4. Bibliographic references

Jacobi, F. H. (1815): David Hume über den Glauben, oder Idealismus und Realismus, ein Gespräch. Werke, II, Leipzig, Gerhard Fleischer. 22 Fracalossi, I. Rev. filos. (Madr.)42 (1) 2017: 9-22

Jacobi, F. H. (2000a): David Hume et la croyance. Idéalisme et réalisme. Introdução, tradução e notas por L. Guillermit, Paris, VRIN. Jacobi, F. H. (2000b): Über die Lehre des Spinosa in Briefen an den Herrn Moses Mendelssohn. Hamburg, Felix Meiner. Jacobi, F. H. (1946): “Lettres a Moses Mendelssohn sur la philosophie de Spinoza”, in Oeuvres Philosophiques de F. H. Jacobi. Traduction, introduction et notes de J. J. Anstett, Paris, Aubier-Montaigne. Kant, I. (2003): Kritik der praktischen Vernunft. Hrsg. von Horst D. Brandt und Heiner F. Klemme. Mit einer Einleitung, Sachanmerkungen und einer Bibliographie von Heiner F. Klemme.

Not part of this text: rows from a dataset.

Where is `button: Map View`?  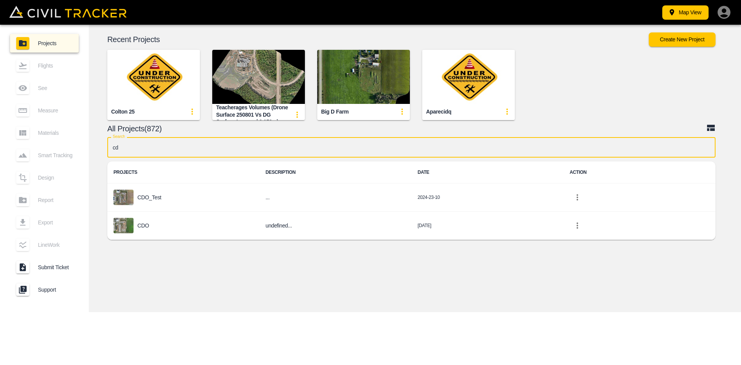
button: Map View is located at coordinates (685, 12).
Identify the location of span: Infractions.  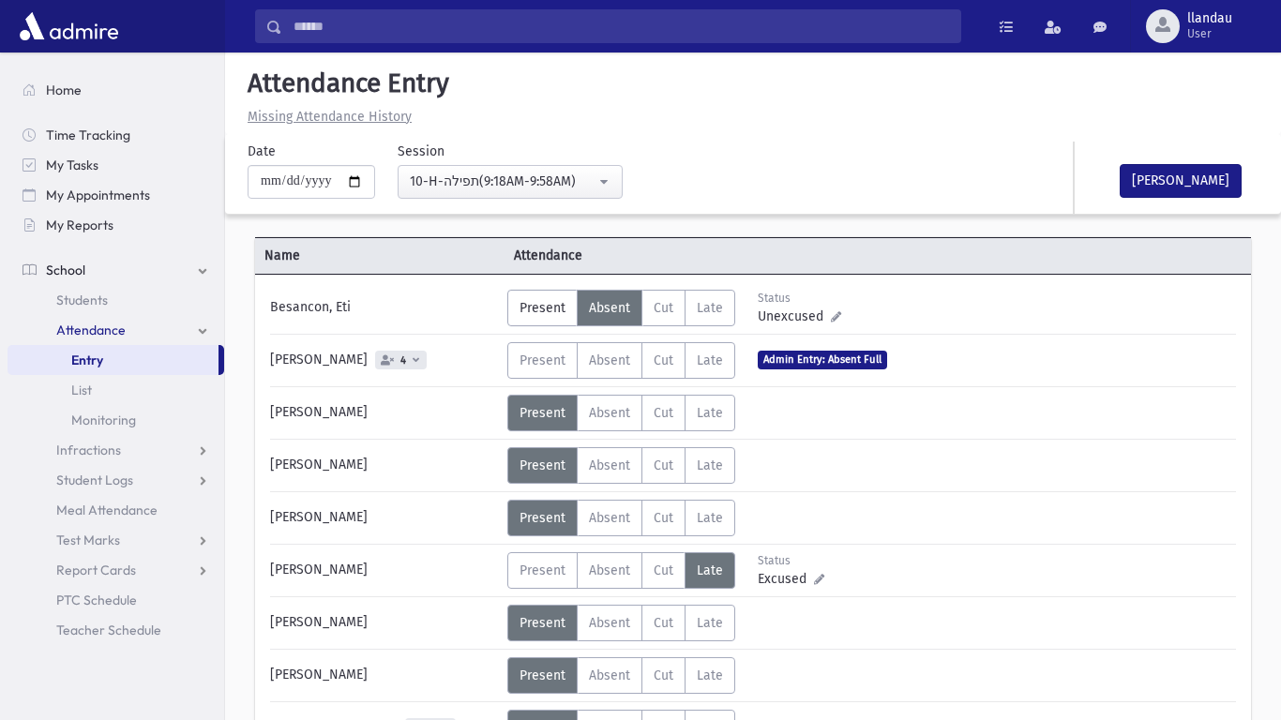
(88, 450).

Hamburg: Meiner. Kant, I. (1998): Kritik der reinen Vernunft, nach der 1 und 2. Orig.-Ausg. Hrsg. von Jens Timmermman. Mit einer Bibliographie von Heiner F. Klemme. Hamburg: Meiner. Kant, I. (1968): Kritik der Urteilskraft. Hrsg. von Wilhelm Weischedel, Werkausgabe X, Band X. Frankfurt: SuhrkampTaschenbuch, Wissenschaft 57. Kant, I. (1999): “Was heiβt: sich im Denken orientieren?”, in Was ist Aufklärung?, ausgewählte kleine Schriften, hg. von Horst D. Brandt, Hamburg, Felix Meiner. Reinhold, K. L. (1963): Versuch einer neuen Theorie des menschlichen Vorstellungsvermögens. Darmstadt: Wissenschaftliche Buchgesellschaft. Schelling, F. W. J. (1982): Philosopfische Briefe über Dogmatismus und Kriticismus. In F. W. J. Schelling, Historisch – Kritische Ausgabe, Reihe I, Werke 3, herausgegeben von Harmut Buchner, Wilhelm G. Jacobis und Annemarie Piepier. Stuttgart: Frommann- Holzboog. Schelling, F. W. J. (1997): Über das Wesen der menschlichen Freiheit. Hamburg: Felix Meiner.